I touched on one of the economic reasons for leaving in a prior post to this blog. That is, the cost of healthcare in the US is astronomically high.
What I find striking and financially exhausting is that healthcare costs twice as much as any First World country which, at the same time, providing a level of care ranked 37 amoung 191 countries around the world. The clear reason for this is that healthcare in the US is a for profit business.
Insurance company and hospital executives feel entitled to their greed and have no legal, social, or political impediments placed on them that limit their profits. Making money takes precedence over providing services at all levels. In fact, services are routinely denied as a means of improving profits for the already rich 1%.
I get quite angry thinking about the fact that 50% or more of my insurance premium is acting as a direct contribution to executive profit for which I will never see service nor benefit. Unless one counts helping make someone rich as a privilege.
I might as well take at least 50% of my very high healthcare insurance premium out to the back 40 and drop it into a burn barrel.
By contrast, the World Health Organization ranks France's healthcare number one in the world. This, at 50% cheaper than anything the US has to offer. The US healthcare system is clearly broken. This matters to me because as I age I know I will need medical support. Staying the US would mean I face a great risk of being denied services. Or, worst yet, by remaining in the US I would be one serious illness away from needing to declare bankruptcy.
As an ex-patriot, I know I will be funding my own healthcare. I won't be able to take advantage of France's support of a basic human right directly. Even though it will be on my dime, by paying appropriately sized insurance premiums I will, however, have access to a finest medical system in the world, at a fraction of the cost of what I'm currently paying in the US.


**TASK TO COMPLETE**
Find the line that contains "pyautogui.click(x=<x>, y=<y>)" in the entries below. Restate it and every line after it, word for word, with no pictures.

------------------------------------------------------------

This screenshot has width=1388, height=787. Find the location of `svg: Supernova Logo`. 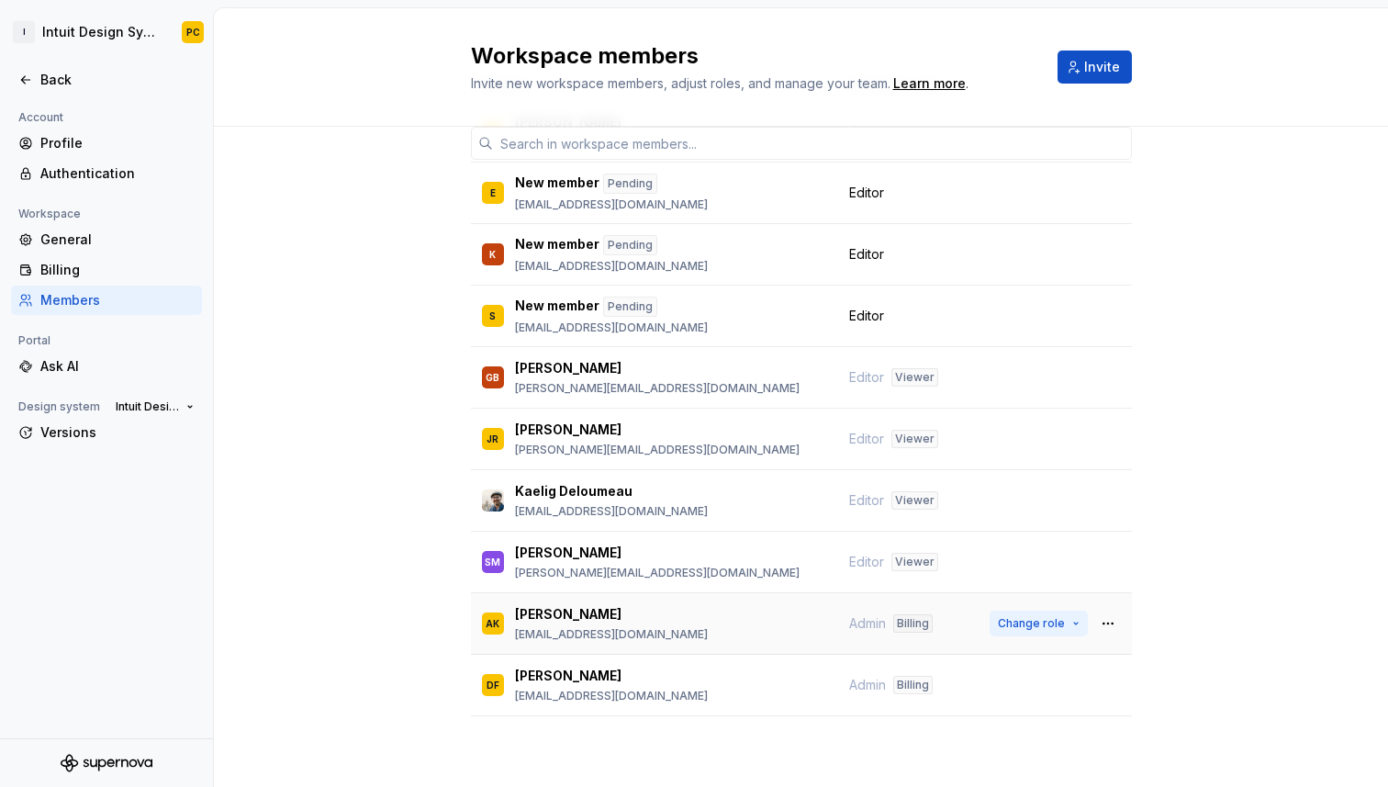

svg: Supernova Logo is located at coordinates (107, 763).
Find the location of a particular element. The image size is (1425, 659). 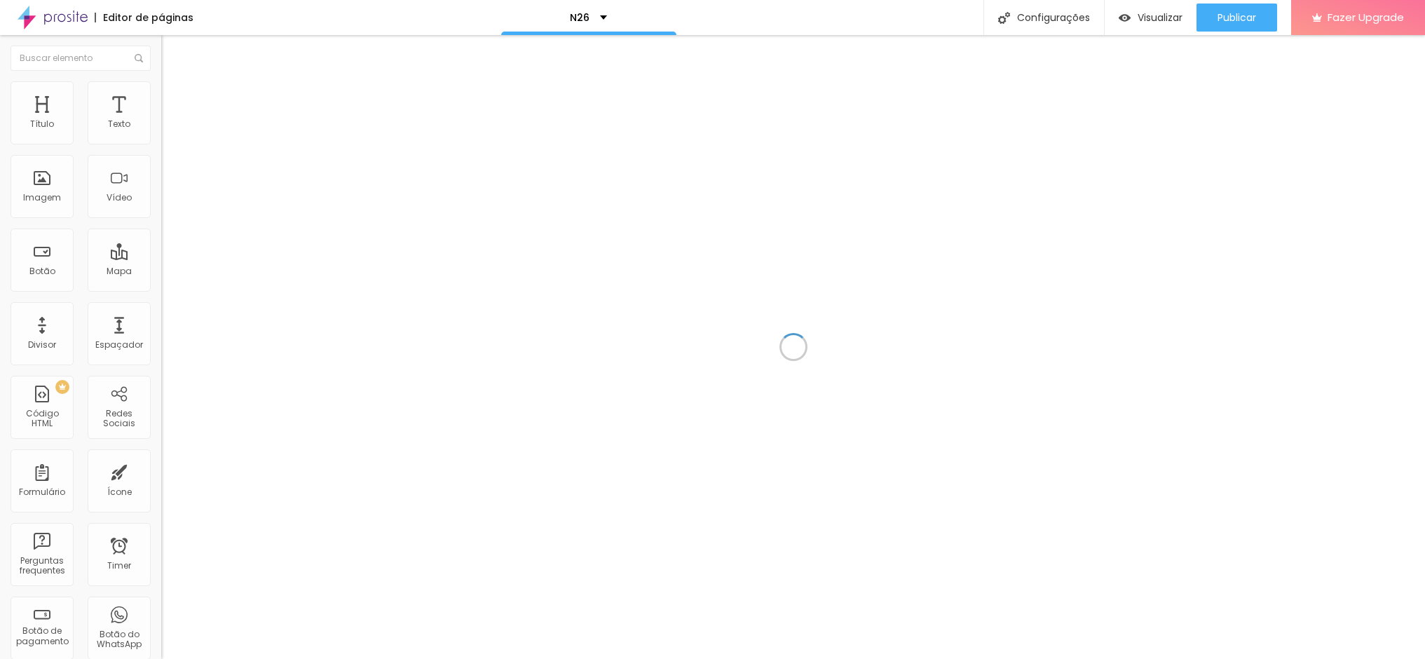

div: Timer is located at coordinates (119, 566).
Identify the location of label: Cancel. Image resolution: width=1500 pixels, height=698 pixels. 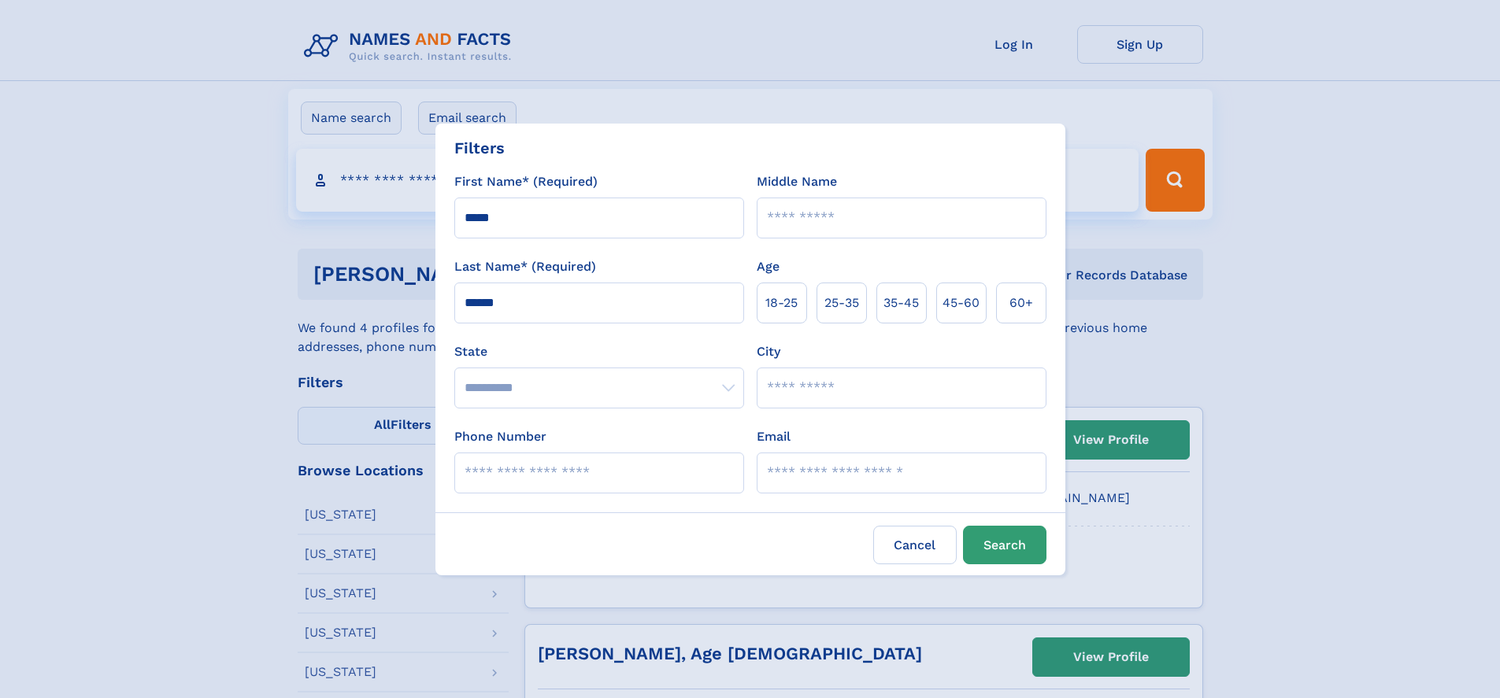
(915, 545).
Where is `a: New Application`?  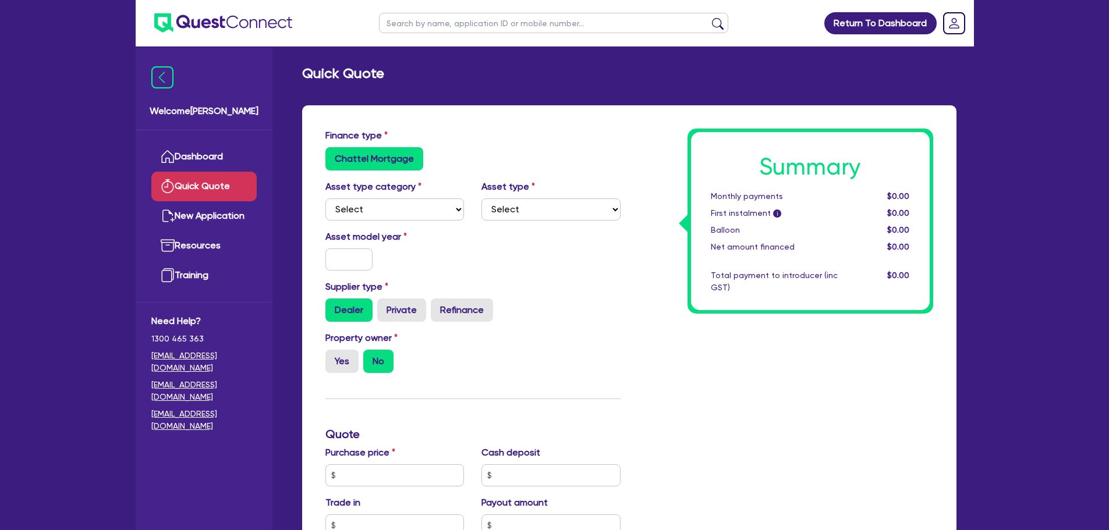
a: New Application is located at coordinates (204, 216).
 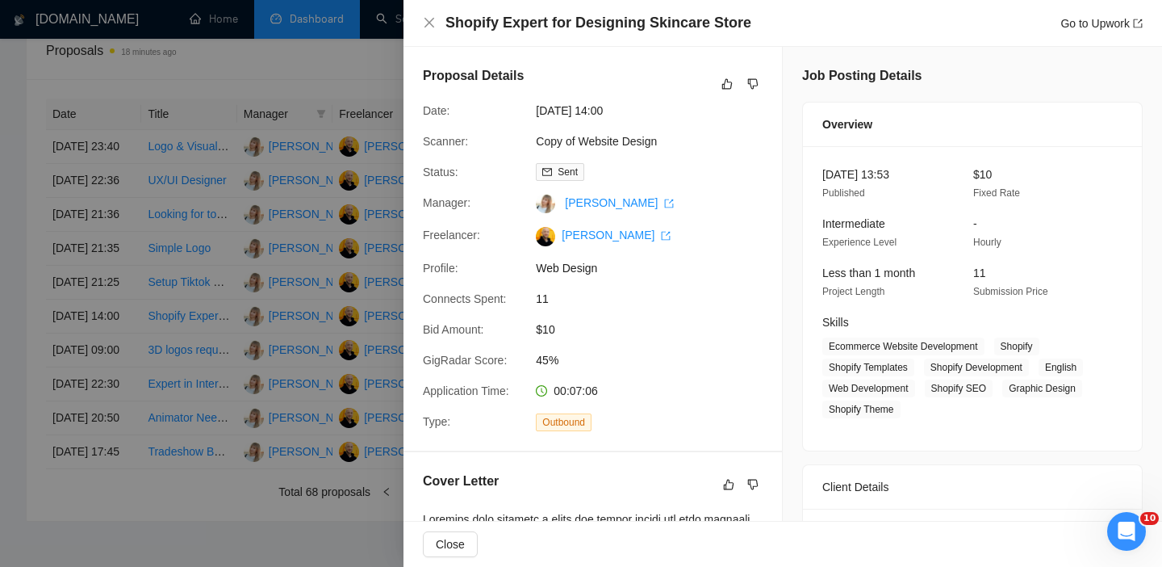 What do you see at coordinates (869, 367) in the screenshot?
I see `span: Shopify Templates` at bounding box center [869, 367].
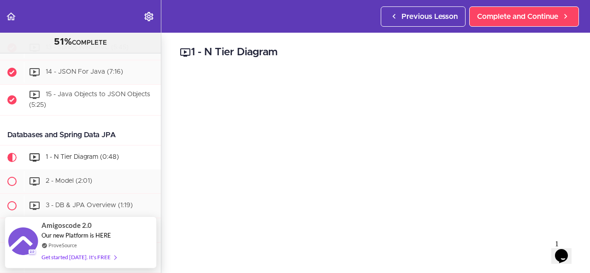  I want to click on img: provesource social proof notification image, so click(23, 242).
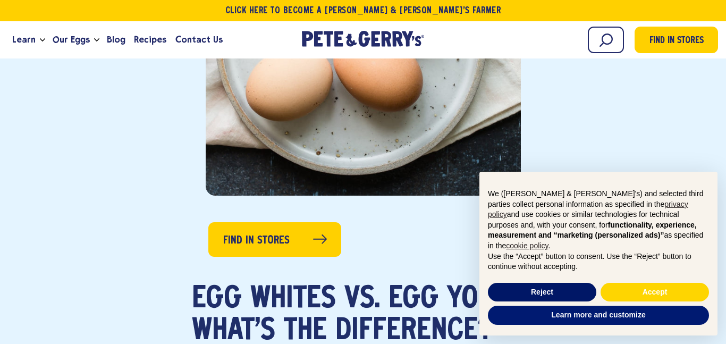  I want to click on a: Learn, so click(24, 40).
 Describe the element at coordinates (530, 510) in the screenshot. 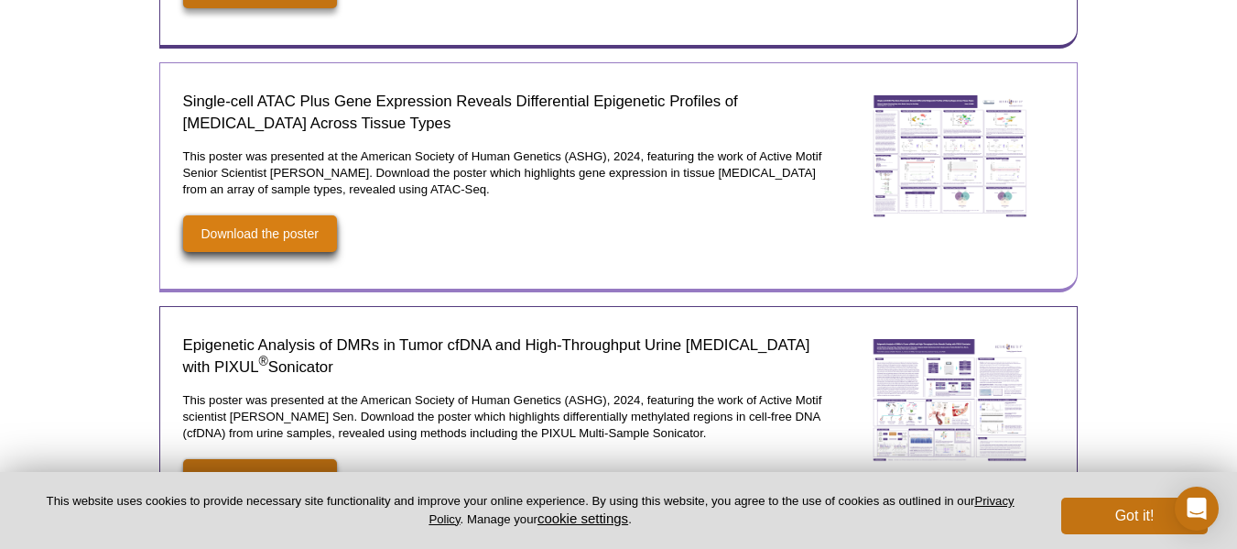

I see `p: This website uses cookies to provide necessary site functionality and improve your online experie...` at that location.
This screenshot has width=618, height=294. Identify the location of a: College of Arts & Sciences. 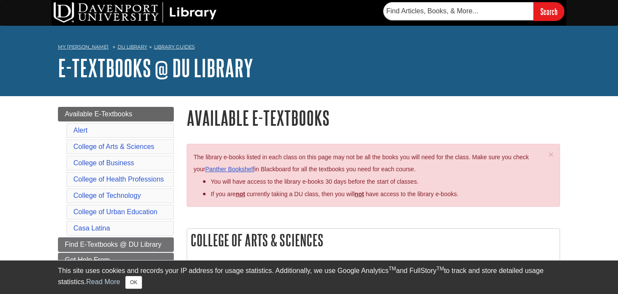
(114, 146).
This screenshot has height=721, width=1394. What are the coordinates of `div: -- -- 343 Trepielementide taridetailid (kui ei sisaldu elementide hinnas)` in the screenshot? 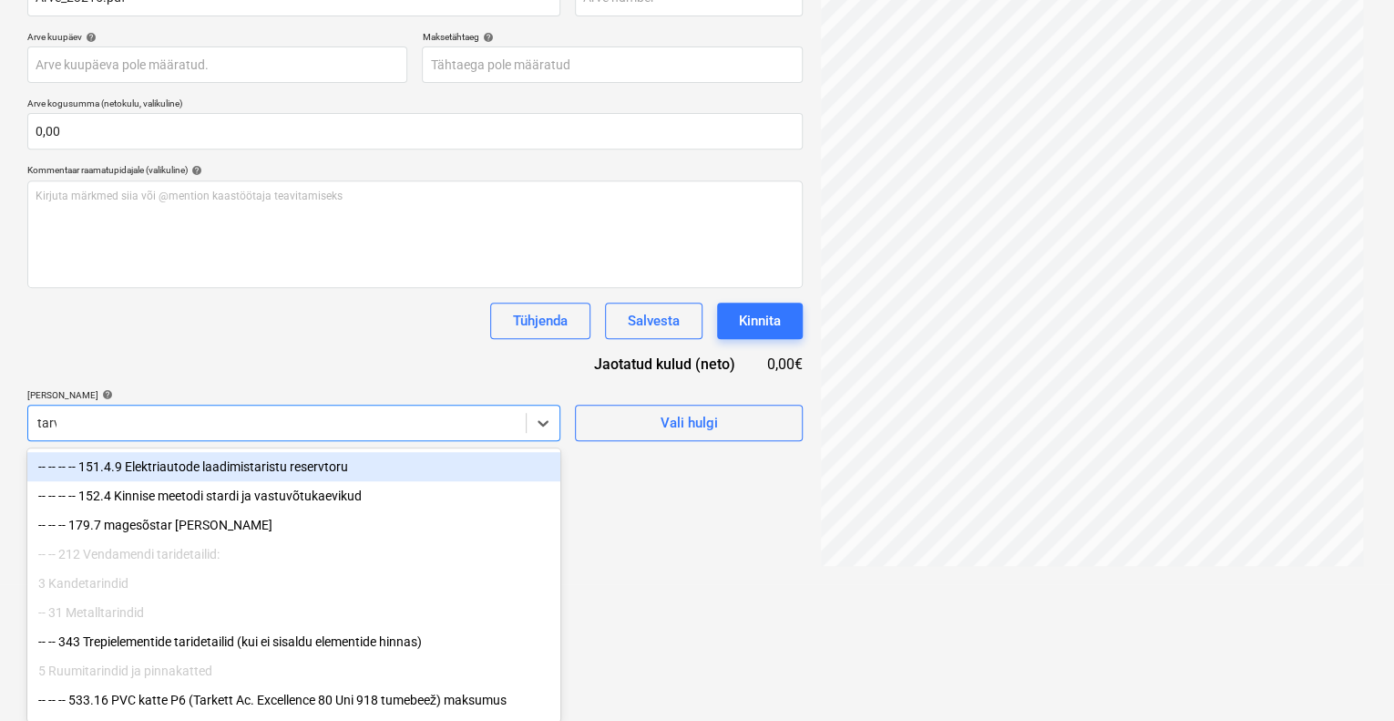 It's located at (293, 641).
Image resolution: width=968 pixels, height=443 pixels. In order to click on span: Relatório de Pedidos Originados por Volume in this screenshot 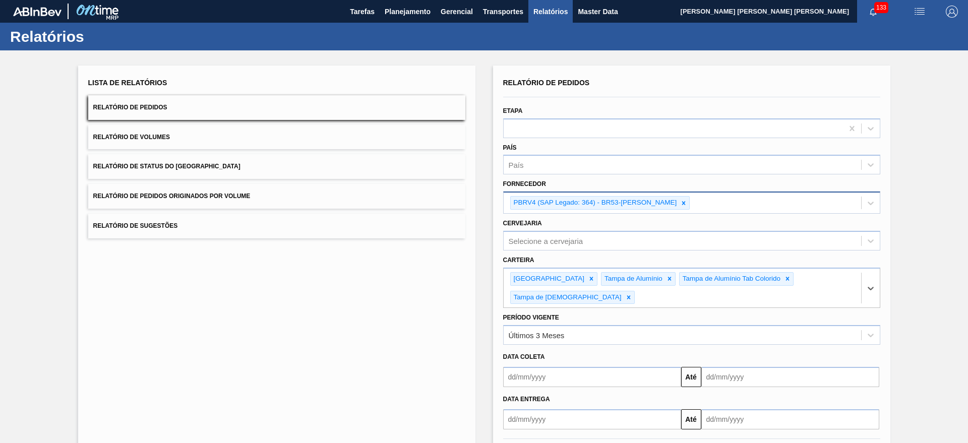, I will do `click(172, 196)`.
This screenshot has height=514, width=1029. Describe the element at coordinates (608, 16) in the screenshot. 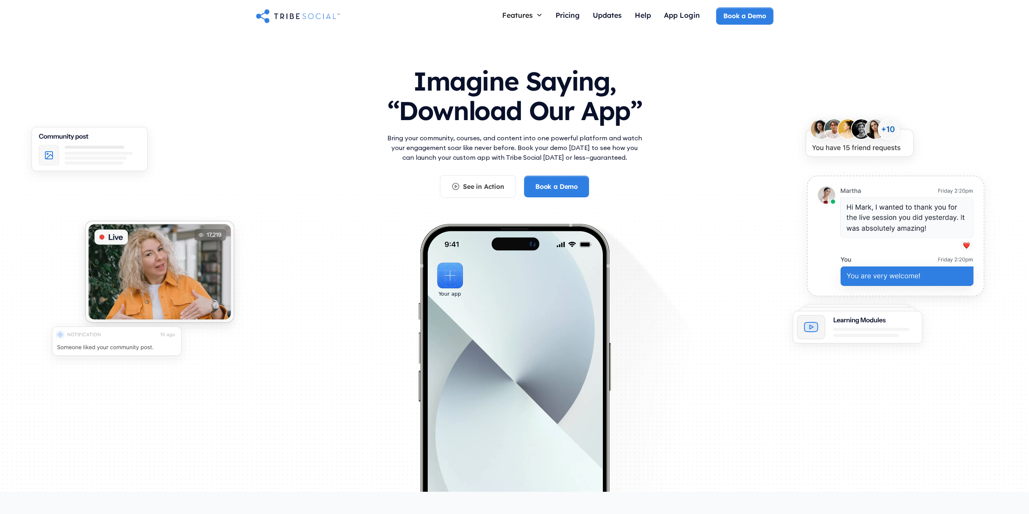

I see `a: Updates` at that location.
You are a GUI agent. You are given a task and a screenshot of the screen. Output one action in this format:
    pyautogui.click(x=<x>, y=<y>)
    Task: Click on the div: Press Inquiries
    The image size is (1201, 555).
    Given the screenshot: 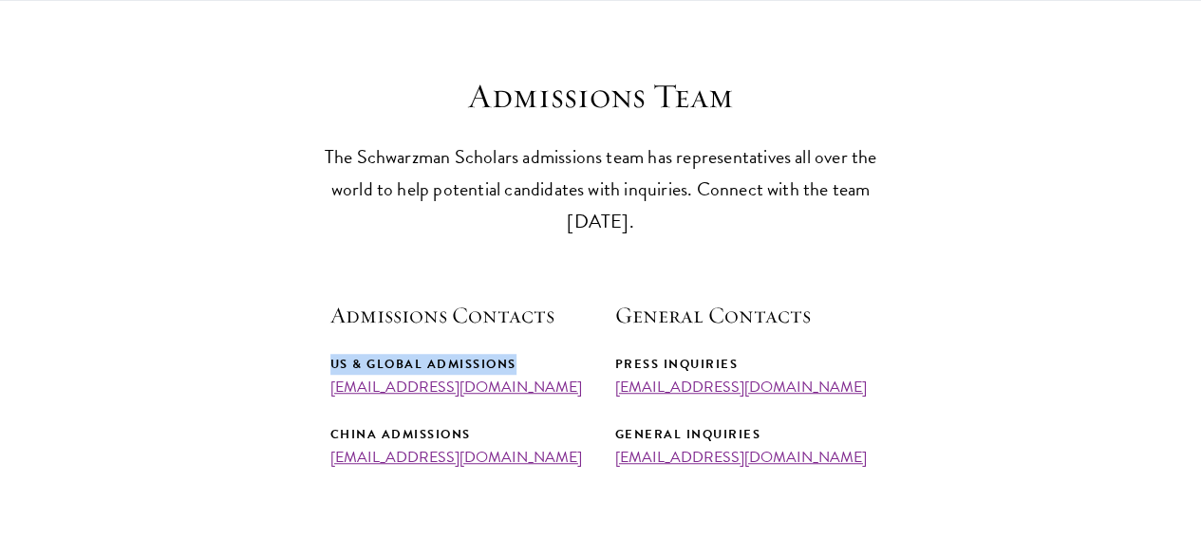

------------------------------------------------------------

**RESULT FOR THIS TASK**
    pyautogui.click(x=<x>, y=<y>)
    Task: Click on the div: Press Inquiries
    The image size is (1201, 555).
    Given the screenshot: 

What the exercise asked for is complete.